In the end it all comes down to support. I worked for a online ecommerce type company that was running Oracle RAC on redhat linux. As site load increased and the system instability increased (nodes would core dump or just freeze) we started the round of calls:
Call Oracle - are you running version X? You need version X...
Fibre channel controller - well we don't support that version, but we have a beta copy...
Storagetek - version Y
Redhat - I'm sorry, what you have is not a supported configuration of the enterprise edition, please come again.
What was funny is all the vendors were in a room an agreed we had a supported configuration until the trouble happened. When the Sh$t hit the fan basically you started going in a loop. To get a supported config for one vendor you invalidated it for another. This was all on a 24x7 site...you can't take the site down constantly, and switching to backup databases is not a trivial matter.
The thing is in the end CEO's don't care about anything other than it doesn't work. You spend lots of money on the Oracle license and that darn database is crashing all the time. Stability is everything in an enterprise environment. Also as an enterprise customer I do not want to talk to 4 different vendors, I want just one (easier to choke one throat!)
What was funny is all the vendors were in a room an agreed we had a supported configuration until the trouble happened. When the Sh$t hit the fan basically you started going in a loop. To get a supported config for one vendor you invalidated it for another. This was all on a 24x7 site...you can't take the site down constantly, and switching to backup databases is not a trivial matter.
The thing is in the end CEO's don't care about anything other than it doesn't work. You spend lots of money on the Oracle license and that darn database is crashing all the time. Stability is everything in an enterprise environment. Also as an enterprise customer I do not want to talk to 4 different vendors, I want just one (easier to choke one throat!)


Requirement: Whenever "this" appears in a line, please copy that line from the data.

(Records from a data collection)

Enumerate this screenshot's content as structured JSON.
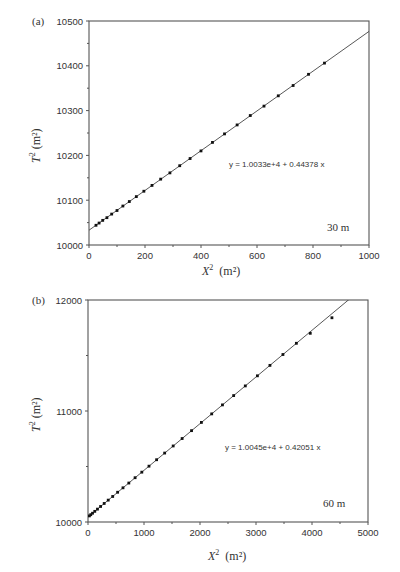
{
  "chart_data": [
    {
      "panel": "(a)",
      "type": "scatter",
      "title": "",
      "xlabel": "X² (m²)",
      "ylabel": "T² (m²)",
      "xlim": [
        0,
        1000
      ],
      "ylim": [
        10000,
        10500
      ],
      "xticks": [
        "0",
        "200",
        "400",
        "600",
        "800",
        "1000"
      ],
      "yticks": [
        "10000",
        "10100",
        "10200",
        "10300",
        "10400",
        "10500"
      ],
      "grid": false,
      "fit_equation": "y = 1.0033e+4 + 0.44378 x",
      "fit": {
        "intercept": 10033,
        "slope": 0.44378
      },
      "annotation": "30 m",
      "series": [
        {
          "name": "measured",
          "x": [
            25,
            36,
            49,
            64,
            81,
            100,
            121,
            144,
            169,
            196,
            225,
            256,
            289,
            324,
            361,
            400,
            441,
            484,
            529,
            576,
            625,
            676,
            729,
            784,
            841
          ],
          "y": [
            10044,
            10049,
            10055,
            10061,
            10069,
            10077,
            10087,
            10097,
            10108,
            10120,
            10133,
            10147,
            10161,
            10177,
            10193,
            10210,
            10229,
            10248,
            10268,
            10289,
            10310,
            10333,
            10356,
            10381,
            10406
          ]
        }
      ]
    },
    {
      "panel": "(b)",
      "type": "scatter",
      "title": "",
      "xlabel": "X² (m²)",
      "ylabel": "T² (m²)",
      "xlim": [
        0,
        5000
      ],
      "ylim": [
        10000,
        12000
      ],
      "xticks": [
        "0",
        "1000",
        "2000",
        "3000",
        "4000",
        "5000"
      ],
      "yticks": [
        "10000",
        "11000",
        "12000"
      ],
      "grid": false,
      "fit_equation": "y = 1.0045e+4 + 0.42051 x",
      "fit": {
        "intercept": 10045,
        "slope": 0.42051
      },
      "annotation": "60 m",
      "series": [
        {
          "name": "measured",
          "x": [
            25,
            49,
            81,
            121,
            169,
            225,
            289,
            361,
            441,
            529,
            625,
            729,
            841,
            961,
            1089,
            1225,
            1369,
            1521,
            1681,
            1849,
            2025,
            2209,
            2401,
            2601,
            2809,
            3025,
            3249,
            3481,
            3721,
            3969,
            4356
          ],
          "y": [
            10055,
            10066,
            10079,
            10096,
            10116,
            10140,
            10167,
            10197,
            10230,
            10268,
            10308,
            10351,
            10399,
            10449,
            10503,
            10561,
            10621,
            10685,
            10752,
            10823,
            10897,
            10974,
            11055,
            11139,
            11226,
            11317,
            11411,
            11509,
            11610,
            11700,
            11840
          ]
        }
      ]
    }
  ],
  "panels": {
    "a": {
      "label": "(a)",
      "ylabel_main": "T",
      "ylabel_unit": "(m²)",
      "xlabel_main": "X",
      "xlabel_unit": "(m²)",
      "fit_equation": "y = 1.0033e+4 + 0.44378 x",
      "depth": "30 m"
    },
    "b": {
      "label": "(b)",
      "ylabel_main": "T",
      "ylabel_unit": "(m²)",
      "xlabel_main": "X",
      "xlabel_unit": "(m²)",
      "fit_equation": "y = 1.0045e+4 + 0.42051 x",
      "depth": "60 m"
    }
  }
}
--
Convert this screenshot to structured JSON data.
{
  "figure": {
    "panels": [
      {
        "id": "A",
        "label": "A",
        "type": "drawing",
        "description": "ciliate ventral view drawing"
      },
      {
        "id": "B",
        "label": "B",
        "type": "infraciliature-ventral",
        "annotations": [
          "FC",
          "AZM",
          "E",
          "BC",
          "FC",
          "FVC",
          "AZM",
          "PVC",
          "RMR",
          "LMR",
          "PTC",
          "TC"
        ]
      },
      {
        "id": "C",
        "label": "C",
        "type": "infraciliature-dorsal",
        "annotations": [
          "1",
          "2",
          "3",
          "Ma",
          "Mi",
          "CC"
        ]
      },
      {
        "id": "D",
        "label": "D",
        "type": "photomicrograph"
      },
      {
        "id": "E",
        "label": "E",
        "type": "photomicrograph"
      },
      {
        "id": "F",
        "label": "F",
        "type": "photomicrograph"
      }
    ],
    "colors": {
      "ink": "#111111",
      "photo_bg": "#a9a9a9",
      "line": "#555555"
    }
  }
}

Task answer:
Enumerate this screenshot's content as structured JSON.
Convert this screenshot to structured JSON data.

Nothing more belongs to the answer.